McCourt Adjusts to An L.A. State of Mind
Dodgers, New Owner Visit Fenway Park
By Jonathan Finer
Washington Post Staff Writer
Saturday, June 12, 2004; Page D01
BOSTON -- Forgive Frank McCourt if he still sometimes refers to this city as his home.
After all, the Los Angeles Dodgers' new owner, whose grandfather once ran the Boston Braves, was born in nearby Watertown and made his fortune here.
He may be set to move into a $25 million mansion in Bel Air, Calif., but his four sons were raised in the Boston suburb of Brookline, where he coached Little League baseball and youth hockey for a decade.
As for the Red Sox, the team McCourt cheered almost from birth (and tried unsuccessfully to buy in 2001), the real estate magnate said he has no such split loyalties.
"I checked, and I now bleed [Dodgers] blue," McCourt, 50, joked, in his 25th-floor office overlooking South Boston, and the two-dozen acres of largely undeveloped waterfront parking lots that constitute the bulk of his fortune. "Those are my guys now. Whatever they call me, I am a fan first and an owner second."
McCourt has been called many things since he purchased the team in February for a highly leveraged $430 million, among the highest prices ever paid for a sports franchise.
Dodgers fans concerned about how much money he borrowed dubbed him "McBankrupt" and alliteratively castigated him as a "cash-poor carpetbagger" and a "penniless parking lot attendant" on talk radio and in Internet chat rooms and letters to local newspapers.
His outspoken wife, Jamie, who is the team's vice chairman, was likened to Rachel Phelps, the villainous former stripper and team owner from the comedy film "Major League."
But above all else, McCourt said repeatedly while in Boston this week for his new team's first series ever at Fenway Park against the Red Sox, he is a baseball fan who has seats behind home plate for each of his team's home games this year and wants to restore the Dodgers to the ranks of the game's elite.
"I think a lot of that turbulence from the beginning is behind us now," McCourt said. "A lot of it happened because people didn't know me, and the rules prevented us from really talking about the team while the deal was being finalized. Now they can see that I am one of them. The silver lining of the whole thing was that it showed me these fans really care about the team. Imagine going into a marketplace and buying a team and no one cared."
His supporters say that should come as a welcome change to Dodgers fans, who after 15 seasons without a playoff win, find their team 31-27 and contending in the National League West.
"Whenever you have a change in leadership there's gonna be some upheaval," said General Manager Paul DePodesta. "But this is a passion for him. He wants to know what's going on and be involved to make things better. People appreciate that."
Media conglomerate News Corp. bought the team in 1998 from the O'Malley family, which had owned the club for nearly 48 years. In its first major move, the new bosses unloaded the Dodgers' best and most popular player, catcher Mike Piazza, and quickly developed a reputation for treating the club as an investment rather than the civic institution fans felt it to be.
When the company put the team on the market last year, McCourt pounced, fresh off the disappointment of losing out on a bid for the Red Sox. He lobbied to tear down Fenway Park, built in 1912, and move the team to a new stadium on his land in South Boston. But as the price tag climbed above $600 million, he bowed out. "I knew there'd be other opportunities," he said.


## TASK DESCRIPTION
Copy each line below exactly and leave the pictures out.

## MATERIAL SHOWN

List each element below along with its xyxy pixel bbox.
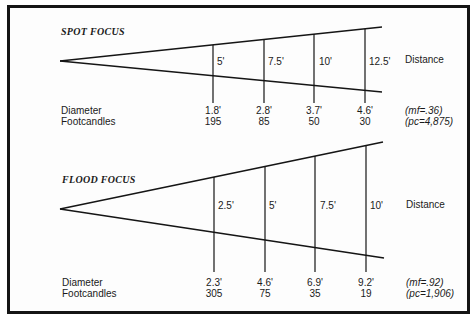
spot-mf-note: (mf=.36): [405, 105, 443, 116]
flood-footcandles-4: 19: [348, 288, 384, 299]
flood-distance-4: 10': [370, 200, 383, 211]
flood-distance-label: Distance: [406, 199, 445, 210]
spot-distance-label: Distance: [405, 54, 444, 65]
flood-mf-note: (mf=.92): [406, 277, 444, 288]
spot-distance-1: 5': [217, 56, 224, 67]
spot-diameter-3: 3.7': [296, 105, 332, 116]
flood-diameter-3: 6.9': [297, 277, 333, 288]
flood-beam-lower-edge: [60, 209, 384, 258]
flood-distance-1: 2.5': [218, 200, 234, 211]
flood-diameter-label: Diameter: [62, 277, 103, 288]
spot-footcandles-4: 30: [347, 116, 383, 127]
flood-footcandles-3: 35: [297, 288, 333, 299]
flood-distance-2: 5': [269, 200, 276, 211]
flood-footcandles-label: Footcandles: [62, 288, 116, 299]
flood-footcandles-2: 75: [247, 288, 283, 299]
spot-distance-4: 12.5': [369, 56, 390, 67]
flood-distance-3: 7.5': [320, 200, 336, 211]
flood-diameter-1: 2.3': [196, 277, 232, 288]
spot-footcandles-2: 85: [246, 116, 282, 127]
spot-diameter-label: Diameter: [61, 105, 102, 116]
flood-diameter-2: 4.6': [247, 277, 283, 288]
flood-focus-title: FLOOD FOCUS: [62, 174, 136, 185]
spot-distance-2: 7.5': [268, 56, 284, 67]
spot-diameter-4: 4.6': [347, 105, 383, 116]
spot-footcandles-1: 195: [195, 116, 231, 127]
spot-focus-title: SPOT FOCUS: [61, 26, 125, 37]
spot-pc-note: (pc=4,875): [405, 116, 453, 127]
flood-footcandles-1: 305: [196, 288, 232, 299]
spot-diameter-2: 2.8': [246, 105, 282, 116]
flood-diameter-4: 9.2': [348, 277, 384, 288]
spot-diameter-1: 1.8': [195, 105, 231, 116]
spot-footcandles-label: Footcandles: [61, 116, 115, 127]
flood-pc-note: (pc=1,906): [406, 288, 454, 299]
beam-diagram: [0, 0, 474, 319]
spot-footcandles-3: 50: [296, 116, 332, 127]
spot-distance-3: 10': [319, 56, 332, 67]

## EXERCISE RESULT
List each element below along with its xyxy pixel bbox.
spot-mf-note: (mf=.36): [405, 105, 443, 116]
flood-footcandles-4: 19: [348, 288, 384, 299]
flood-distance-4: 10': [370, 200, 383, 211]
flood-distance-label: Distance: [406, 199, 445, 210]
spot-distance-label: Distance: [405, 54, 444, 65]
flood-mf-note: (mf=.92): [406, 277, 444, 288]
spot-distance-1: 5': [217, 56, 224, 67]
spot-diameter-3: 3.7': [296, 105, 332, 116]
flood-diameter-3: 6.9': [297, 277, 333, 288]
flood-beam-lower-edge: [60, 209, 384, 258]
flood-distance-1: 2.5': [218, 200, 234, 211]
flood-diameter-label: Diameter: [62, 277, 103, 288]
spot-footcandles-4: 30: [347, 116, 383, 127]
flood-footcandles-3: 35: [297, 288, 333, 299]
flood-distance-2: 5': [269, 200, 276, 211]
flood-footcandles-label: Footcandles: [62, 288, 116, 299]
flood-footcandles-2: 75: [247, 288, 283, 299]
spot-distance-4: 12.5': [369, 56, 390, 67]
flood-distance-3: 7.5': [320, 200, 336, 211]
flood-diameter-1: 2.3': [196, 277, 232, 288]
spot-footcandles-2: 85: [246, 116, 282, 127]
spot-diameter-label: Diameter: [61, 105, 102, 116]
flood-diameter-2: 4.6': [247, 277, 283, 288]
flood-focus-title: FLOOD FOCUS: [62, 174, 136, 185]
spot-distance-2: 7.5': [268, 56, 284, 67]
spot-diameter-4: 4.6': [347, 105, 383, 116]
spot-footcandles-1: 195: [195, 116, 231, 127]
spot-focus-title: SPOT FOCUS: [61, 26, 125, 37]
spot-pc-note: (pc=4,875): [405, 116, 453, 127]
flood-footcandles-1: 305: [196, 288, 232, 299]
spot-diameter-2: 2.8': [246, 105, 282, 116]
flood-diameter-4: 9.2': [348, 277, 384, 288]
spot-diameter-1: 1.8': [195, 105, 231, 116]
spot-footcandles-label: Footcandles: [61, 116, 115, 127]
flood-pc-note: (pc=1,906): [406, 288, 454, 299]
beam-diagram: [0, 0, 474, 319]
spot-footcandles-3: 50: [296, 116, 332, 127]
spot-distance-3: 10': [319, 56, 332, 67]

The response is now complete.